While three people have died since the outbreak, and five passengers who left the ship are known to be infected and hantavirus, the ship’s operator Oceanwide Expeditions said Friday that there were no people with possible symptoms on the ship.

The WHO considers the risk to most people to be low risk.

“This is not a new COVID,” said WHO spokesman Christian Lindmeier. “The virus is not contagious so it easily jumps from person to person.”

Hantavirus is usually spread by inhaling the feces of infected rodents and is not easily transmitted between humans. But the Andes virus that was found on the cruise ship can spread between people in some cases. Symptoms usually appear one to eight weeks after exposure.

Health officials on four continents were tracking and monitoring more than a dozen people who disembarked before the deadly outbreak first appeared on May 2. They are also scrambling to find others who may have been in contact.

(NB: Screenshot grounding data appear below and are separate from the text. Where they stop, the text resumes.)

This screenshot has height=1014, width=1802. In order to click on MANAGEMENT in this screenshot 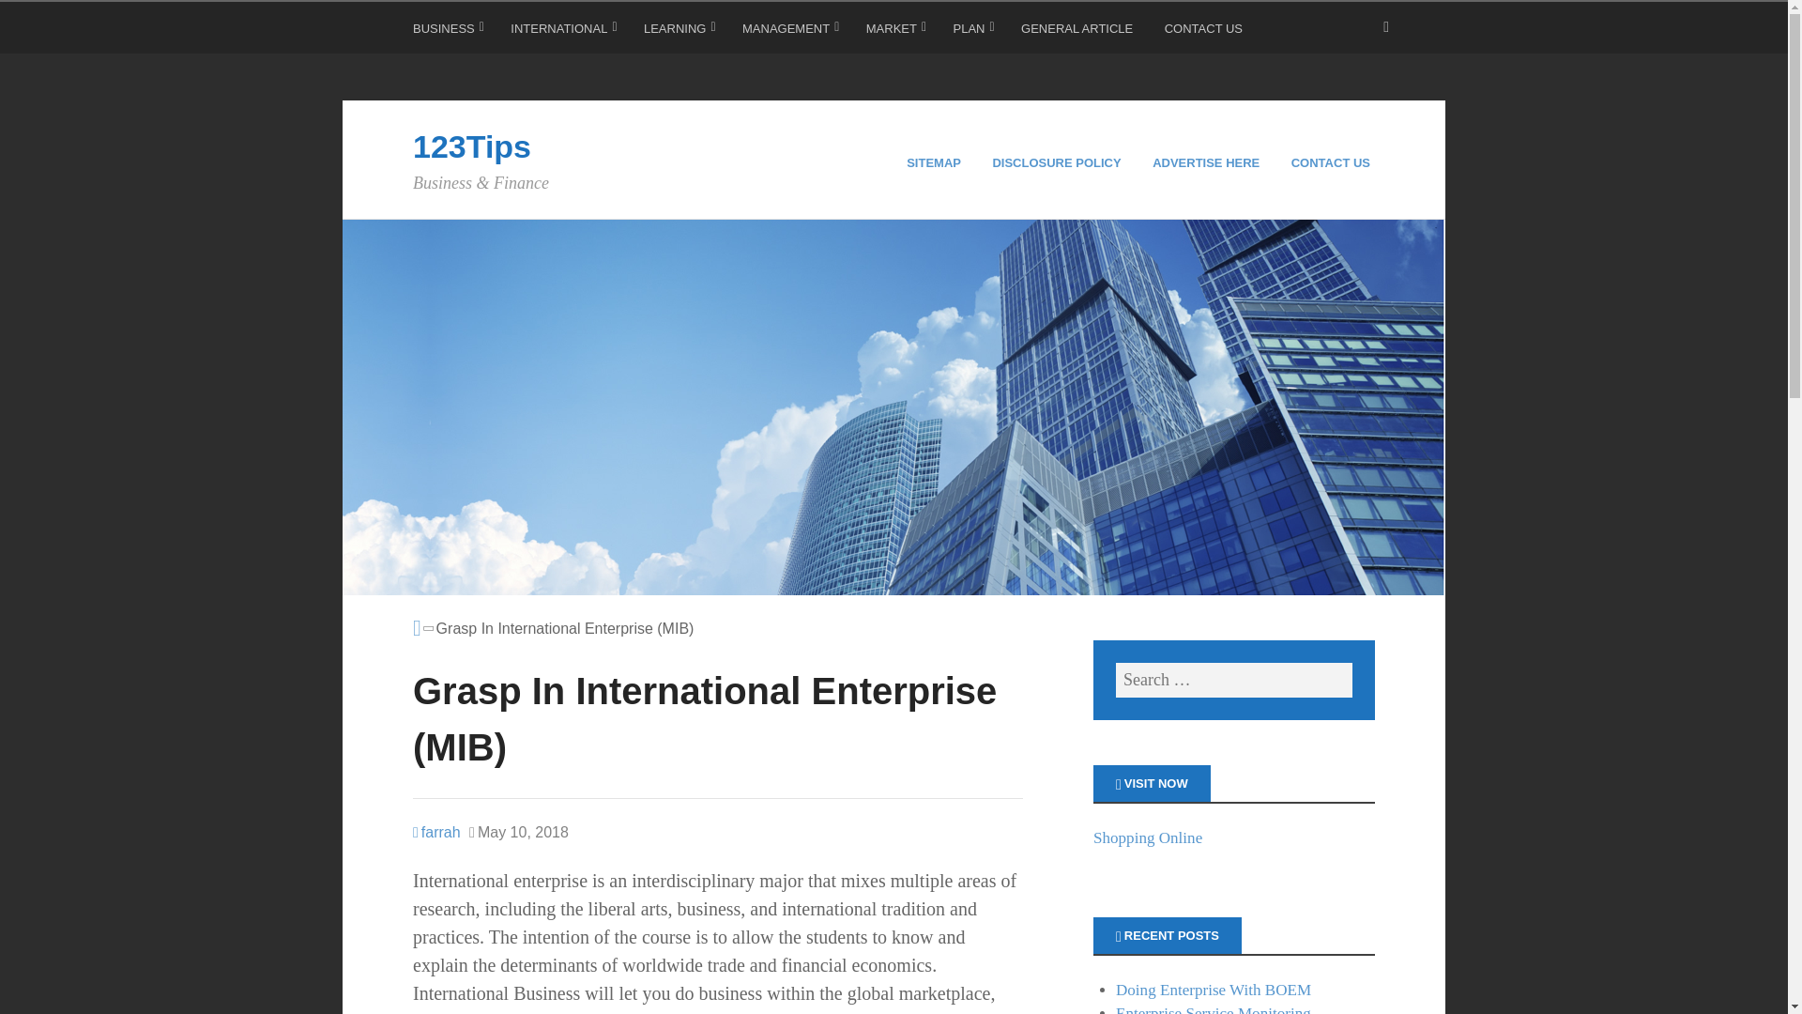, I will do `click(790, 32)`.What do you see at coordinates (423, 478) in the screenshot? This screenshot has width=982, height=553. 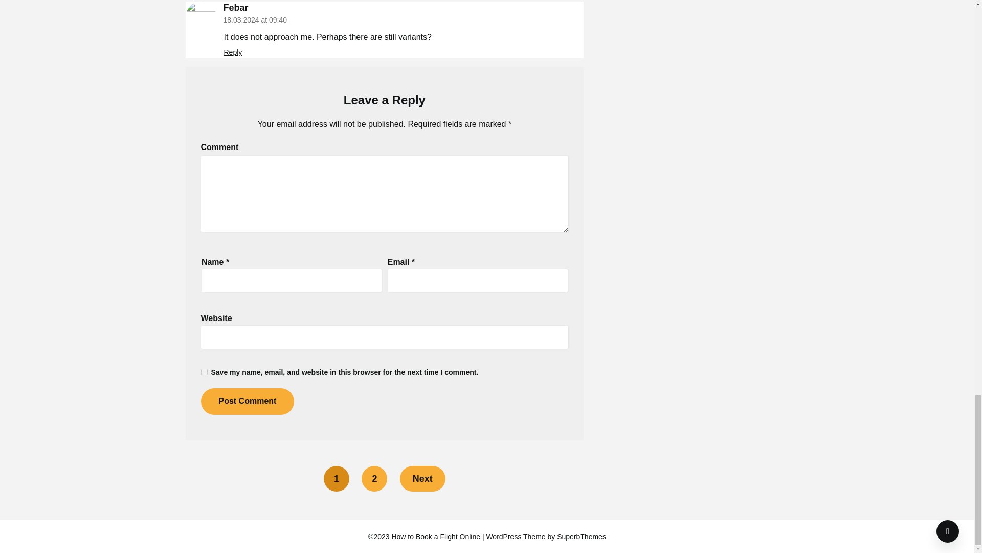 I see `Next` at bounding box center [423, 478].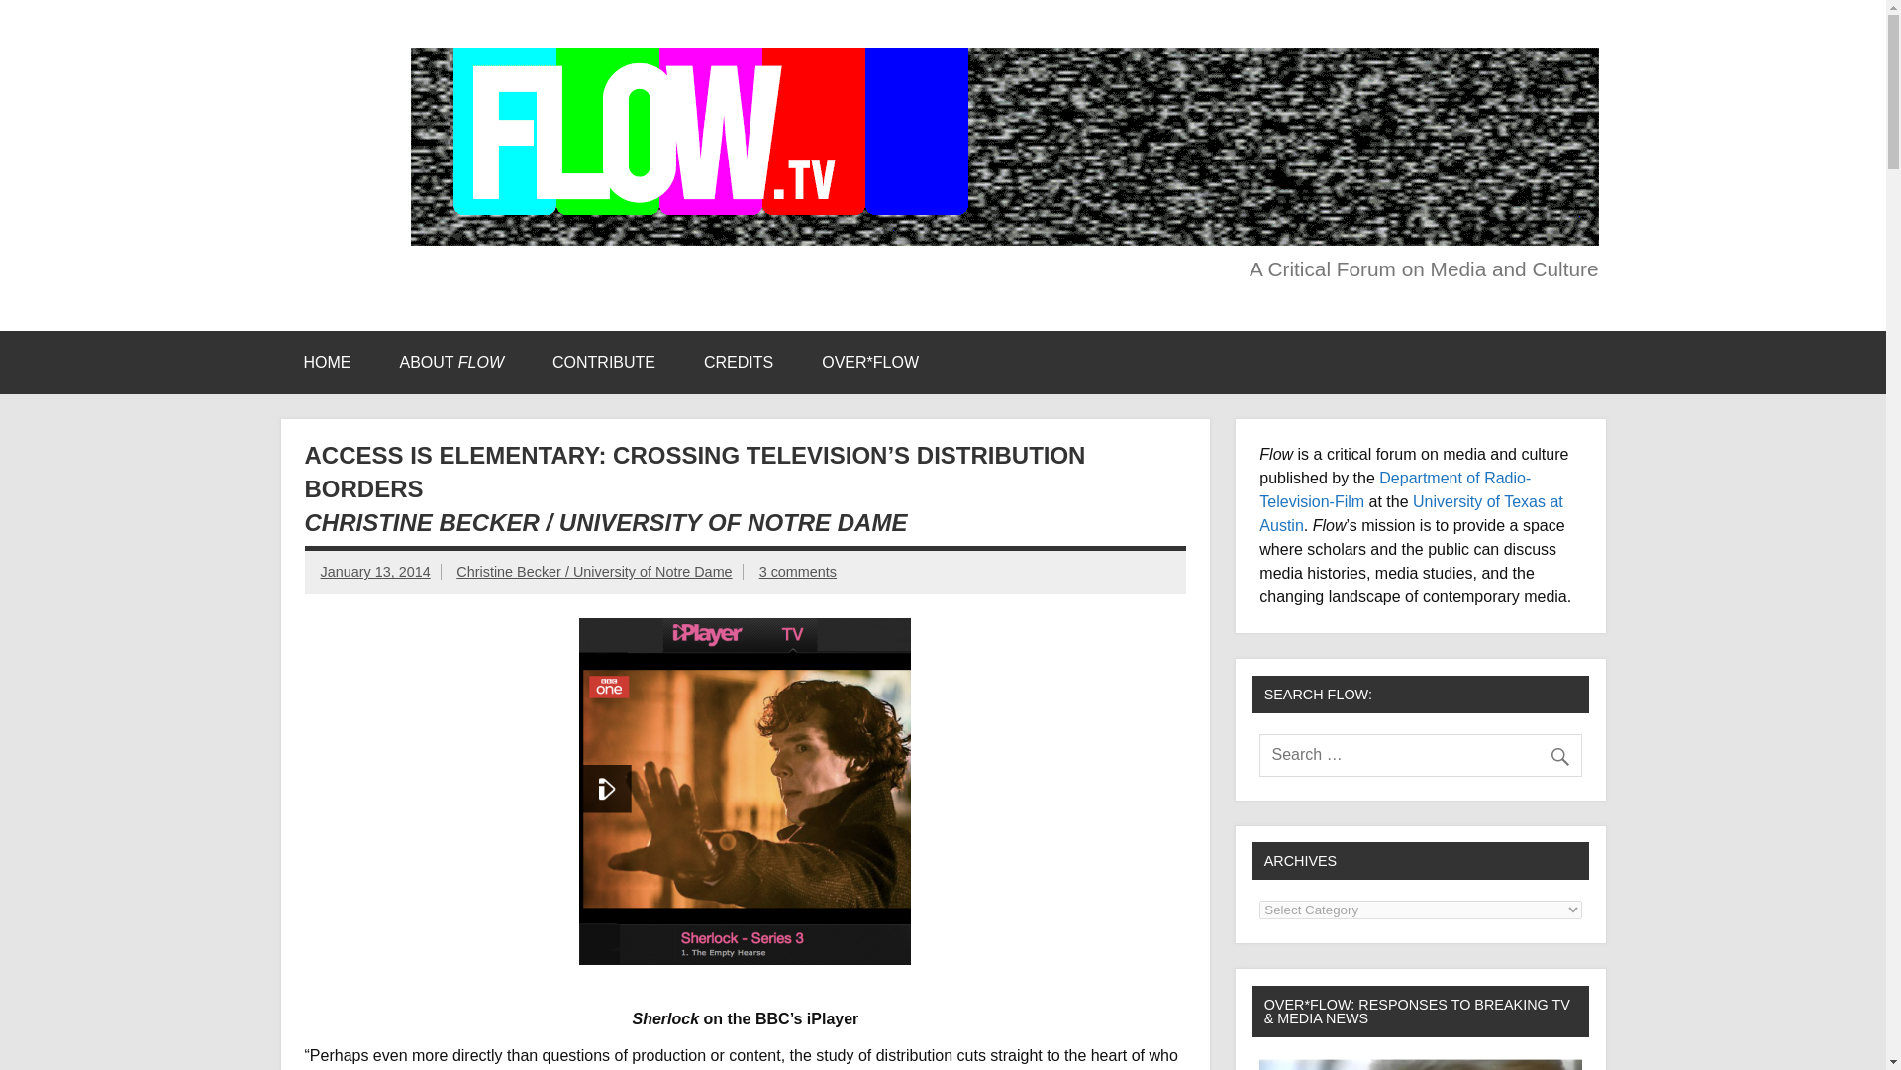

‘We cannot be a European laboratory’

Some Spanish residents have complained that the arrival of the passengers could pose a health risk to the island and that there are not enough measures to deal with them.

Iustitia Europa, an anti-establishment group in Spain that rose to prominence in the wake of the COVID-19 restrictions, called for the MV Hondius to be banned from reaching Spanish shores.

“The Canary Islands cannot be a European laboratory… We want transparency, responsibility, and protection for the Spanish people to avoid repeating the mistakes of the past,” the group wrote on X.

Alicia Rodriguez, a bar owner in Tenerife, said the incoming train “has been the talk of the town” for days. “I think on some level we should be concerned, but hopefully they’ll try to deal with things in a more aggressive way,” He told Al Jazeera.

Several Spanish travelers told the Associated Press they were worried they would be discriminated against on land. “We are afraid of all the news that is coming out, and the way people have received us,” said one of the passengers who refused to give their name.

“You see what’s out there and you realize you’re entering the eye of a hurricane,” said one passenger, who also asked not to be named. “Many people forget that there are more than 140 people here. To be honest, there are 140 people.”

When the train reaches Tenerife, passengers are transferred from small boats to buses until their return flights are ready to pick them up, Spanish officials said. They will be transported in vehicles away from security guards, officials added, with parts of the airport they were traveling through closed.